Fragments of Reality

Chapter 1 - Part I and II

I- In the foggy streets of Chem-Mind city

The days and nights go by without any change, the hours not even seeming to pass. Is it the pandemic? Or is it this new Fentanyl thing glued to my arm? I remember being in pain, going to a doctor for a prescription, taking those pills, putting a sticker with meds on my arm, and then... Numbness. The ache went away, that's for sure. But so did my energy, fast-thinking, and body control - I have been moving like I am made of water. I don't even feel like myself anymore.

Yes, sure, it is good to get out of bed and not feel every muscle of my body yelling bloody murder as if some elder being had torn them apart in my sleep. But I have lost so much; is it even worth it? It was just pain, after all. So after getting out of bed, I go into autopilot and watch myself from a distance doing the ordinary stuff of a daily routine. I brush my teeth, painstakingly brush my hair; I then go to the kitchen only to eschew away from the breakfast as if it was about to eat me instead and leave for work.

The outside world is a blur. A beautiful bleary multicolored landscape, I must say. Cars going under the speed limit rush by my side, and my brain processes the noise as if I had heard a Formula 1 car racing on the main roads. Lights, ads, and giant posters catch my attention, but I am no longer fast enough to read them, or sometimes I am just trying to buffer or process that speed. Kids cry, machines hum everywhere, the birds... No, there are no birds. People talk way too fast, even when they sound like a sloth; the words struggle to enter any logical sense, and I end up boring people with my feeble attempts of communicating. There is no way that my chemically stunned brain would be able to keep up.

But I, in the heart of that chaotic tornado, can't even react. I watch, wanting to participate. I am an outsider, an alien to that pandemonium, forced to merely slow experience life events without any chance of participation. I would say it could have been different if I was a farmer, but that would be a lie. I can barely carry myself around.

In a certain way, not noticing every detail from inside gives you a bigger panoramic that either galvanizes your soul or numbs it even further; it will depend on your mood and perspective for the day. But it's hard to have any specific viewpoint or plans for the following hours when the shaking starts, and you only wish you had stayed in bed.

Weren't these pills supposed to be antidepressants too? Anyways, it doesn't really matter. I think that what matters is that I don't feel it anymore. Nor the pain nor anything at all. Well, I do feel like I am watching my own life from a distance, but I guess that's not a feeling... It's more like a realistic analysis, right? Well, my brain is getting confused again. I might continue this journal later.

II- In the clear streets of "Reality"

From afar, I watch my dearest friend. He doesn't walk like he carried the world on his shoulders anymore, but I know that is not true.

I consider myself to be a healthy person. Well, maybe I am just an "hyperchondriac" (someone that utterly assumes that everything is fine, even when obviously not fine) - if that word existed. So I can't even start to imagine how it is to live constantly with intolerable pain, sometimes to the point of having him cry with his head on my lap. What I can do, though, is sympathize and empathize and do whatever possible to make sure his life is not as hard. And I can be there for him.

Watching him stutter to speak, having difficulties with his balance, and, prior to that, hearing his silent shouts for help engraved in me a desperate feeling of hope on his behalf.

Of course, when the aid came, and he got his prescription drugs to fight his overwhelming physical condition, I almost cried in joy - until the pills showed their actual effect. Yes, the pain went away; insomnia disappeared too, ultimately replaced by him completely knocked out; the spasms stopped, but the glim in his eyes also went away. I asked many times if he did not want to try another medication or therapy, but he was so tired, so under and overstimulated that he could not think of readapting again, and again, and again. He was way more hopeless than I was.

So I just stuck by his side, helping him through the swamp he was crossing. I realize that he is doing great for people who don't know him at all, like his and my family, and should continue taking this poison. I don't know what to think. It's either a foggy reality or a harrowing one.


* WORK ITEM: From the line containing "Identify the location of input: Recuérdame." to the final line of the entries, every line is to be reproduced exactly; no other line belongs in the output.

* PROVIDED DATA:

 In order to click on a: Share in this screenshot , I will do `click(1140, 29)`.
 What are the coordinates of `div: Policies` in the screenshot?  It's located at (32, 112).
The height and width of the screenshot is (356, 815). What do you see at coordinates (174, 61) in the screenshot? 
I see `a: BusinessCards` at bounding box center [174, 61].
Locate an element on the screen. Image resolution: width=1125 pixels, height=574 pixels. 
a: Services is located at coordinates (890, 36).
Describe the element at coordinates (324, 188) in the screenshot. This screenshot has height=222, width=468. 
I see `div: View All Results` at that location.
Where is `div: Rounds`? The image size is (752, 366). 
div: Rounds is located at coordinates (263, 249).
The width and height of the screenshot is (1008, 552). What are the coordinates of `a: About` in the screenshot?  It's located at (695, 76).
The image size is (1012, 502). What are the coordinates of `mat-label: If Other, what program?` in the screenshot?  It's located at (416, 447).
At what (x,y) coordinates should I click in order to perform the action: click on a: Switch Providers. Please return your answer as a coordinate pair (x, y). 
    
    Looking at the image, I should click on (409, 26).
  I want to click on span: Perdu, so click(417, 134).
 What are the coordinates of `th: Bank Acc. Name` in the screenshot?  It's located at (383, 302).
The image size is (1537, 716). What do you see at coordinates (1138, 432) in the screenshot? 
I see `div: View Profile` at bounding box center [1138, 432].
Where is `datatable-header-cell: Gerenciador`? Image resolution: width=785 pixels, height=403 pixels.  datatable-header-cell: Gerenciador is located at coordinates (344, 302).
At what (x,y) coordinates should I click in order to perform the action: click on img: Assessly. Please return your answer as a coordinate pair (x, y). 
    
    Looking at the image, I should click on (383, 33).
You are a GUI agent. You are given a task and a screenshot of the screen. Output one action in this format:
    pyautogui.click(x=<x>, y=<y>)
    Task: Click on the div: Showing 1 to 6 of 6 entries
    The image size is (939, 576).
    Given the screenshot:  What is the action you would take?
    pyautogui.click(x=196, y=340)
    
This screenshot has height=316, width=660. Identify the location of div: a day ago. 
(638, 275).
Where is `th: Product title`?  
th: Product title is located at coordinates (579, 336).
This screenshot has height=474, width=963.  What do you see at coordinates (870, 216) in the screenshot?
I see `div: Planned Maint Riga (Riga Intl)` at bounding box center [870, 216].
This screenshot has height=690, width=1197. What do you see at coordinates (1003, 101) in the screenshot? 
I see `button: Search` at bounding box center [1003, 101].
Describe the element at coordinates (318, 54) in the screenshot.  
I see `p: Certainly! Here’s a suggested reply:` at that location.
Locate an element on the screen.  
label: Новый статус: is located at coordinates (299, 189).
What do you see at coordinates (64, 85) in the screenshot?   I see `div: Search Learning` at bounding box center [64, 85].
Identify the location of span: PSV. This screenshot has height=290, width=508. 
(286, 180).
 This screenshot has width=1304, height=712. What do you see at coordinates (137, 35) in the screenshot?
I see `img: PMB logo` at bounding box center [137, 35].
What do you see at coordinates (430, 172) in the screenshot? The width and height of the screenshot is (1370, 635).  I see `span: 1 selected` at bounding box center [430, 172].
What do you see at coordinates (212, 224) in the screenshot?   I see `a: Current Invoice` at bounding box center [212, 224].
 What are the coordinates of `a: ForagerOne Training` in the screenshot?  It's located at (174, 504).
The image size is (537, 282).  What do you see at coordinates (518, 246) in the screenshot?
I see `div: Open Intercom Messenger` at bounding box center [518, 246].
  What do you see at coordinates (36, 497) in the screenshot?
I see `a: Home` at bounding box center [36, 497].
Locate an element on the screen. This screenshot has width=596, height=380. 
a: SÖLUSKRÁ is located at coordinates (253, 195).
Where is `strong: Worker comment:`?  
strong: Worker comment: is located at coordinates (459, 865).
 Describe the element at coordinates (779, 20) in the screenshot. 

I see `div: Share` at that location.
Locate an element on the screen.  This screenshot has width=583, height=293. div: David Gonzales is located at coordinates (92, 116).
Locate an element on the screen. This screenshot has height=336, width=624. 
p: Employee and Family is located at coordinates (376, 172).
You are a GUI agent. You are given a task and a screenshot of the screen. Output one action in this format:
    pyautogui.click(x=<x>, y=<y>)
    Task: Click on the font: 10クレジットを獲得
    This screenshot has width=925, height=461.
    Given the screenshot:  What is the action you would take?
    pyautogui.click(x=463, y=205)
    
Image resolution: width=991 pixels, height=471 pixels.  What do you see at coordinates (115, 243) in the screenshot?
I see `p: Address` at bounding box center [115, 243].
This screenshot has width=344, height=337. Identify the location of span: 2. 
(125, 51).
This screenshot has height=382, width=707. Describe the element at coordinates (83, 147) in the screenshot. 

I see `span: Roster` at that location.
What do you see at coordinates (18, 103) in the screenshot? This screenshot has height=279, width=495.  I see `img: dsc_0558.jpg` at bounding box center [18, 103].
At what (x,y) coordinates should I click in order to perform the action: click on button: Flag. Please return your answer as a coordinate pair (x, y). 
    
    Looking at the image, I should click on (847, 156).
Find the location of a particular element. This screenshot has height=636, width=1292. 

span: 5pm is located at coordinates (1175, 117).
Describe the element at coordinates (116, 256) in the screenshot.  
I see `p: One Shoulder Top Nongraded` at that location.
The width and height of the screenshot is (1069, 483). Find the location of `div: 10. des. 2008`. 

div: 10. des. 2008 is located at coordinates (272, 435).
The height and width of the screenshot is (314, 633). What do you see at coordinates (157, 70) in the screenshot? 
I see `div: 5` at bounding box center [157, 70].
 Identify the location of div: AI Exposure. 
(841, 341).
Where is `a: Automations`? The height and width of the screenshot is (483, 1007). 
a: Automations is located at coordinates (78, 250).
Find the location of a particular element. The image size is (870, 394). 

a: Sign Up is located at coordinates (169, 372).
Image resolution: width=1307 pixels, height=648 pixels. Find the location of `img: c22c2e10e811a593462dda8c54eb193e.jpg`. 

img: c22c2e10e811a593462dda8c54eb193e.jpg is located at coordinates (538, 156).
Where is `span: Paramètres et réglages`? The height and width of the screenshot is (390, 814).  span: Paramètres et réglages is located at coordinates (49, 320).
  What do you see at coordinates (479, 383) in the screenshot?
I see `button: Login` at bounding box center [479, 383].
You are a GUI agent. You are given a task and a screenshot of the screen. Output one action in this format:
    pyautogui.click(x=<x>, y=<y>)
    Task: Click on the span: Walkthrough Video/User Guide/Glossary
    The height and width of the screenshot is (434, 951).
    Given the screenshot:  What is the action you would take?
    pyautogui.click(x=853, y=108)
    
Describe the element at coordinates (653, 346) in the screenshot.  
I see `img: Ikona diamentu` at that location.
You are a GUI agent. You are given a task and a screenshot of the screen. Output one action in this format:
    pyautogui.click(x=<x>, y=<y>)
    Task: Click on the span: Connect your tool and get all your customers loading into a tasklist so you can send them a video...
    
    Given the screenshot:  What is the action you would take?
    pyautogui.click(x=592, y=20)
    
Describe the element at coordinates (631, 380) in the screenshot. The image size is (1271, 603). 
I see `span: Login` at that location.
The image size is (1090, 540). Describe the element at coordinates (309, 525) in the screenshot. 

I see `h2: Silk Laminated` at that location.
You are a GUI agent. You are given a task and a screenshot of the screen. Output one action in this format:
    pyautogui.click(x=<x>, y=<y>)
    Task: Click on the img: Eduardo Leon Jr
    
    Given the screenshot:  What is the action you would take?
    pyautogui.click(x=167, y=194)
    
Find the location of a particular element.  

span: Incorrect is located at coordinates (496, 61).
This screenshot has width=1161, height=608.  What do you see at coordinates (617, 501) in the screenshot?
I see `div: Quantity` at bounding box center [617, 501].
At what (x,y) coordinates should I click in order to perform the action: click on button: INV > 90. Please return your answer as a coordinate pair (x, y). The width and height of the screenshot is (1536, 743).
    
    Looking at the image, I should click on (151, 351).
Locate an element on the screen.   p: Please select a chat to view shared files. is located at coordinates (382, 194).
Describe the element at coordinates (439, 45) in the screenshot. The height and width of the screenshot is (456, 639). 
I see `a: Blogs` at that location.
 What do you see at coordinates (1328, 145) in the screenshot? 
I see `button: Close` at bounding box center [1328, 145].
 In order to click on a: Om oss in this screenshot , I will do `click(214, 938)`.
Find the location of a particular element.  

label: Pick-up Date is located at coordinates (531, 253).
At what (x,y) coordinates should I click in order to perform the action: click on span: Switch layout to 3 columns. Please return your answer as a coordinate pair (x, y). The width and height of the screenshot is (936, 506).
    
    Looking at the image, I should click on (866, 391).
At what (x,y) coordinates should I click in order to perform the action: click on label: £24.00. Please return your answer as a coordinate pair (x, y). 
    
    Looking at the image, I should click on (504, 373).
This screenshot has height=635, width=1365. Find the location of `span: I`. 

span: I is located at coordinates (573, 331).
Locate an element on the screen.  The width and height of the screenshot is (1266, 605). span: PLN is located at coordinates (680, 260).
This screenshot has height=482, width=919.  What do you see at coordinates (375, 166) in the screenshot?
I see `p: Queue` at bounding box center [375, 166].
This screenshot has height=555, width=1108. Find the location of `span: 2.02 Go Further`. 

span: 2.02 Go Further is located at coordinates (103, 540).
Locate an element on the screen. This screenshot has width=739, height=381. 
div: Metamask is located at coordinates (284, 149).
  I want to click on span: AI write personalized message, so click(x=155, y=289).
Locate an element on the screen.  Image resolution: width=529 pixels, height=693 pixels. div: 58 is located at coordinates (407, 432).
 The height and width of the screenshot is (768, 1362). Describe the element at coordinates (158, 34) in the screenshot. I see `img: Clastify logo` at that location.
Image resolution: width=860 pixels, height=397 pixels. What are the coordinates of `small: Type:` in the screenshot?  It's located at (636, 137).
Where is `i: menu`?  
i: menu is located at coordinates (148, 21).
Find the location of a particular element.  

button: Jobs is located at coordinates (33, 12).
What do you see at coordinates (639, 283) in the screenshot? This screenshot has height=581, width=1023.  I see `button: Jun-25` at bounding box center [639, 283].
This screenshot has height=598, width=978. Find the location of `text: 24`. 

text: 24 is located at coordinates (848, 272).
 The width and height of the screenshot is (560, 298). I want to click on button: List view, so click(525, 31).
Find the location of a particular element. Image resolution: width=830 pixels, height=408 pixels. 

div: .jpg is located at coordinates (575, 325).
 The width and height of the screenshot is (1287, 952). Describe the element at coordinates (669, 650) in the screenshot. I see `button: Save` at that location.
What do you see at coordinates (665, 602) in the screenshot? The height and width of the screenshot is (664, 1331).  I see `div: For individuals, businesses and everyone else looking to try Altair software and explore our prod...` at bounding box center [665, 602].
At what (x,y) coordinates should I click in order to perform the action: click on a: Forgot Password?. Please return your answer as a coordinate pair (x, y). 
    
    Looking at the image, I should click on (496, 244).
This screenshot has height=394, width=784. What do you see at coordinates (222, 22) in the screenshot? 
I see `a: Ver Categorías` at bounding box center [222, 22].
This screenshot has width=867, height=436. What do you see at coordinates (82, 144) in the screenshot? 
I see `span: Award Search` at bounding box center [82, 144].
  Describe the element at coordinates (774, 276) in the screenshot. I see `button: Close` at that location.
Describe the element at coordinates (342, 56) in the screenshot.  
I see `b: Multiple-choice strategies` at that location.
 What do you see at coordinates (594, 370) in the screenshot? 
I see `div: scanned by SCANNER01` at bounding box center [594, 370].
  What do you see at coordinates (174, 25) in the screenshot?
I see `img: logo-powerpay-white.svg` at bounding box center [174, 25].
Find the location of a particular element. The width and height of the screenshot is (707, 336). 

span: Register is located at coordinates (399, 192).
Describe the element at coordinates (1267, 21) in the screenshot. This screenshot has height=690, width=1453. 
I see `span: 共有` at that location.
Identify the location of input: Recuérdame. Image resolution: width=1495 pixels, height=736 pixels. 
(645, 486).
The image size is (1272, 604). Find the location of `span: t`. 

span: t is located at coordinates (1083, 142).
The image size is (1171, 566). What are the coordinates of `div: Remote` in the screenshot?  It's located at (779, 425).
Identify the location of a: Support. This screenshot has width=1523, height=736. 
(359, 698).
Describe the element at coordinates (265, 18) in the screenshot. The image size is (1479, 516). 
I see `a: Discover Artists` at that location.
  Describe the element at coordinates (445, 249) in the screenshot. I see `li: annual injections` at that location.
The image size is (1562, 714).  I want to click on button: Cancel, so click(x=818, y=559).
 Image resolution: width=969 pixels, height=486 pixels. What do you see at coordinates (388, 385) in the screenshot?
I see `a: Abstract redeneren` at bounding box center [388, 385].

* REPLY TO THE EXERCISE:
Identify the location of input: Recuérdame. Image resolution: width=1495 pixels, height=736 pixels. 
(645, 486).
The image size is (1272, 604). Find the location of `span: t`. 

span: t is located at coordinates (1083, 142).
The image size is (1171, 566). What are the coordinates of `div: Remote` in the screenshot?  It's located at (779, 425).
Identify the location of a: Support. This screenshot has width=1523, height=736. 
(359, 698).
Describe the element at coordinates (265, 18) in the screenshot. The image size is (1479, 516). 
I see `a: Discover Artists` at that location.
  Describe the element at coordinates (445, 249) in the screenshot. I see `li: annual injections` at that location.
The image size is (1562, 714).  I want to click on button: Cancel, so click(x=818, y=559).
 Image resolution: width=969 pixels, height=486 pixels. What do you see at coordinates (388, 385) in the screenshot?
I see `a: Abstract redeneren` at bounding box center [388, 385].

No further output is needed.